The tone and the fact that the narrator says "she'd miss me", drives you to think that the narrator assumes that she will never see Denise again, i.e option D.
There’s no passage by the way.
Answer:
It is a remote place.
Explanation:
Although there is no precise reference to the text, <em>"the middle of nowhere" is a phrase representing a very remote and usually isolated place.</em> So, the narrator and his family must think that his dad's home is far away from them and possibly far away from civilization, hence they call it "the Middle of Nowhere".
Answer: He will arrive at this place at 4 (in the afternoon/morning)
Explanation:
Answer: Khattam-Shud shows Haroun on the ship that each story in the Ocean requires its own type of poison to properly ruin it, and suggests how one can ruin different types of stories. Iff mutters that to ruin an Ocean of Stories, you add a Khattam-Shud. The Cultmaster continues that each story has an anti-story that cancels the original story out, which he mixes on the ship and pours into the ocean. Haroun, stunned, asks why Khattam-Shud hates stories so much, and says that stories are fun. Khattam Shud replies that the world isn't for fun, it's for controlling. He continues that in each story there is a world he cannot control, which is why he must kill them.
Explanation:
Iff here simplifies Khattam-Shud's explanation, as all that's needed to really end a story is to say it's over. However, Khattam-Shud is working to not just end stories by simply saying they're over, but to make them unappealing to audiences, which will then insure that they won't be told, Silence Laws or not. Think about the ancient stories around the Wellspring; they exist as an example of what happens when stories are deemed boring and not useful.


### TASK TO COMPLETE
Print every entry exactly once more, omitting each picture.
________________________
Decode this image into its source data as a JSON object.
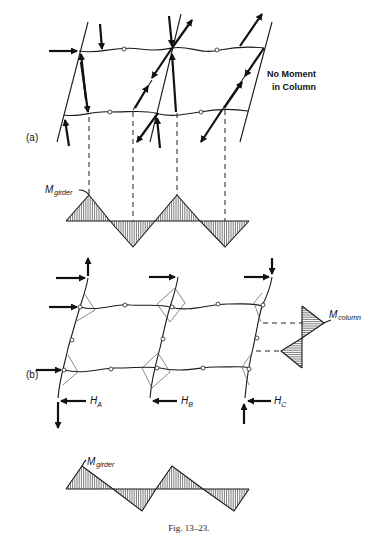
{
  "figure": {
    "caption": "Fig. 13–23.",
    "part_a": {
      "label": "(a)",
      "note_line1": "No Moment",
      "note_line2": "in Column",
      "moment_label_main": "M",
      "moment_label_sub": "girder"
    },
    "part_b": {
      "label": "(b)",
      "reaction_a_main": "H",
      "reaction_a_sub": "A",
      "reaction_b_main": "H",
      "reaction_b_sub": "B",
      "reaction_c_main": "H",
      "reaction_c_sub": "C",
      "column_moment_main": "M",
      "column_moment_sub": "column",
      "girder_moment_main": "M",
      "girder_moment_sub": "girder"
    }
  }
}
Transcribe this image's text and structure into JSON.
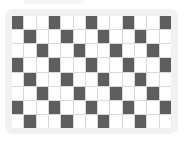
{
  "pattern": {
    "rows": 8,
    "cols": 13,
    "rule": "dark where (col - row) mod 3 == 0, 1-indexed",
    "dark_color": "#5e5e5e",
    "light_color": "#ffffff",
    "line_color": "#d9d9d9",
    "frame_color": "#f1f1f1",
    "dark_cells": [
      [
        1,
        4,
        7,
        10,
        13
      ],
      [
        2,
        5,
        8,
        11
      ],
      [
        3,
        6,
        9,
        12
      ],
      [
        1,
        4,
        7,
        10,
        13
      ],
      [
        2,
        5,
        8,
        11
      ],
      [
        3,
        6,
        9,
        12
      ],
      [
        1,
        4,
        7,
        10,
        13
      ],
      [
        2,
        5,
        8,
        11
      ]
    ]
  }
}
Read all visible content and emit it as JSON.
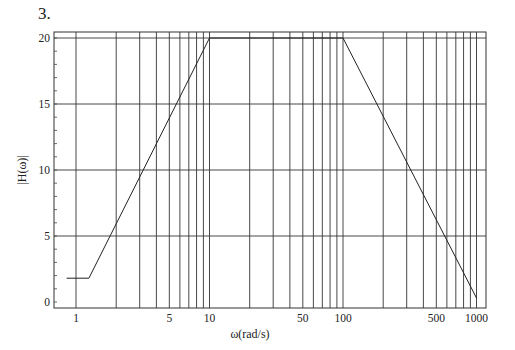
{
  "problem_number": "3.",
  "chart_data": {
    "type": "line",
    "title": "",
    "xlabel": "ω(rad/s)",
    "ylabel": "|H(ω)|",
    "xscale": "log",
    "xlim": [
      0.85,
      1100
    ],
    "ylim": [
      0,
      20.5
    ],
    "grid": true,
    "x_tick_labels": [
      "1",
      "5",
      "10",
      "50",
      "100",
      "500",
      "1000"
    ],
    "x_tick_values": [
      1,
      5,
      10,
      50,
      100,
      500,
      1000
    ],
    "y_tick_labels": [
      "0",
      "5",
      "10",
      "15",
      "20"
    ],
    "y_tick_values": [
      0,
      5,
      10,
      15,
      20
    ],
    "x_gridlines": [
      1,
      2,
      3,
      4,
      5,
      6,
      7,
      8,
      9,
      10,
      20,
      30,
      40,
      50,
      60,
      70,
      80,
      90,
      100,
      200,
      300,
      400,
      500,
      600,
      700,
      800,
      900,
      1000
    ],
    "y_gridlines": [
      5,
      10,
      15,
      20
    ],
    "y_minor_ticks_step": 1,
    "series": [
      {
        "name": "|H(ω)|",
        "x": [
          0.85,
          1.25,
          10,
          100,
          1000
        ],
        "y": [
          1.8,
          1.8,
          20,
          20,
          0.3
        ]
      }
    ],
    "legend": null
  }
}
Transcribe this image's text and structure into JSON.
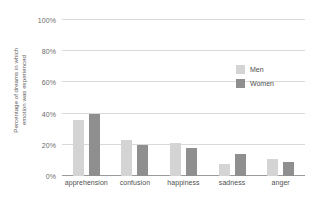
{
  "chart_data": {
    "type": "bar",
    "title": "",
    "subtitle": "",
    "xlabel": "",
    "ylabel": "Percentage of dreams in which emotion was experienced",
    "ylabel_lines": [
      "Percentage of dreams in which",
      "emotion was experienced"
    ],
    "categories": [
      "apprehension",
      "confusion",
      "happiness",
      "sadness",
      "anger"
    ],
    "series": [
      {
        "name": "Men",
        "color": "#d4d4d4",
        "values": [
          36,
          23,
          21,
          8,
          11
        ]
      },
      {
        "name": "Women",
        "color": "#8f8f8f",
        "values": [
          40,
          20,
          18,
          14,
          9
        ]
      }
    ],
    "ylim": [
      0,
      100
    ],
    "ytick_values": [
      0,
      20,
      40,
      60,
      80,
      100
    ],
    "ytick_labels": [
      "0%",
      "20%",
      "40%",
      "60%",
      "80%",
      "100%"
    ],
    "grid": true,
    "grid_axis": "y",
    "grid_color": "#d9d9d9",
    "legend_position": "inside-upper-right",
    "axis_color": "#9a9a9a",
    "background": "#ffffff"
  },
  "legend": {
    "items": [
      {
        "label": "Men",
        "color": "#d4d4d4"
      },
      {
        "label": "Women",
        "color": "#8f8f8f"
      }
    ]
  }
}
________________________
### WORKED SOLUTION
Decode this image into its source data as a JSON object.
{
  "figure": {
    "caption": "Fig. 13–23.",
    "part_a": {
      "label": "(a)",
      "note_line1": "No Moment",
      "note_line2": "in Column",
      "moment_label_main": "M",
      "moment_label_sub": "girder"
    },
    "part_b": {
      "label": "(b)",
      "reaction_a_main": "H",
      "reaction_a_sub": "A",
      "reaction_b_main": "H",
      "reaction_b_sub": "B",
      "reaction_c_main": "H",
      "reaction_c_sub": "C",
      "column_moment_main": "M",
      "column_moment_sub": "column",
      "girder_moment_main": "M",
      "girder_moment_sub": "girder"
    }
  }
}
Transcribe this image's text and structure into JSON.
{
  "pattern": {
    "rows": 8,
    "cols": 13,
    "rule": "dark where (col - row) mod 3 == 0, 1-indexed",
    "dark_color": "#5e5e5e",
    "light_color": "#ffffff",
    "line_color": "#d9d9d9",
    "frame_color": "#f1f1f1",
    "dark_cells": [
      [
        1,
        4,
        7,
        10,
        13
      ],
      [
        2,
        5,
        8,
        11
      ],
      [
        3,
        6,
        9,
        12
      ],
      [
        1,
        4,
        7,
        10,
        13
      ],
      [
        2,
        5,
        8,
        11
      ],
      [
        3,
        6,
        9,
        12
      ],
      [
        1,
        4,
        7,
        10,
        13
      ],
      [
        2,
        5,
        8,
        11
      ]
    ]
  }
}
Read all visible content and emit it as JSON.
{
  "problem_number": "3.",
  "chart_data": {
    "type": "line",
    "title": "",
    "xlabel": "ω(rad/s)",
    "ylabel": "|H(ω)|",
    "xscale": "log",
    "xlim": [
      0.85,
      1100
    ],
    "ylim": [
      0,
      20.5
    ],
    "grid": true,
    "x_tick_labels": [
      "1",
      "5",
      "10",
      "50",
      "100",
      "500",
      "1000"
    ],
    "x_tick_values": [
      1,
      5,
      10,
      50,
      100,
      500,
      1000
    ],
    "y_tick_labels": [
      "0",
      "5",
      "10",
      "15",
      "20"
    ],
    "y_tick_values": [
      0,
      5,
      10,
      15,
      20
    ],
    "x_gridlines": [
      1,
      2,
      3,
      4,
      5,
      6,
      7,
      8,
      9,
      10,
      20,
      30,
      40,
      50,
      60,
      70,
      80,
      90,
      100,
      200,
      300,
      400,
      500,
      600,
      700,
      800,
      900,
      1000
    ],
    "y_gridlines": [
      5,
      10,
      15,
      20
    ],
    "y_minor_ticks_step": 1,
    "series": [
      {
        "name": "|H(ω)|",
        "x": [
          0.85,
          1.25,
          10,
          100,
          1000
        ],
        "y": [
          1.8,
          1.8,
          20,
          20,
          0.3
        ]
      }
    ],
    "legend": null
  }
}
Transcribe this image's text and structure into JSON.
{
  "chart_data": {
    "type": "bar",
    "title": "",
    "subtitle": "",
    "xlabel": "",
    "ylabel": "Percentage of dreams in which emotion was experienced",
    "ylabel_lines": [
      "Percentage of dreams in which",
      "emotion was experienced"
    ],
    "categories": [
      "apprehension",
      "confusion",
      "happiness",
      "sadness",
      "anger"
    ],
    "series": [
      {
        "name": "Men",
        "color": "#d4d4d4",
        "values": [
          36,
          23,
          21,
          8,
          11
        ]
      },
      {
        "name": "Women",
        "color": "#8f8f8f",
        "values": [
          40,
          20,
          18,
          14,
          9
        ]
      }
    ],
    "ylim": [
      0,
      100
    ],
    "ytick_values": [
      0,
      20,
      40,
      60,
      80,
      100
    ],
    "ytick_labels": [
      "0%",
      "20%",
      "40%",
      "60%",
      "80%",
      "100%"
    ],
    "grid": true,
    "grid_axis": "y",
    "grid_color": "#d9d9d9",
    "legend_position": "inside-upper-right",
    "axis_color": "#9a9a9a",
    "background": "#ffffff"
  },
  "legend": {
    "items": [
      {
        "label": "Men",
        "color": "#d4d4d4"
      },
      {
        "label": "Women",
        "color": "#8f8f8f"
      }
    ]
  }
}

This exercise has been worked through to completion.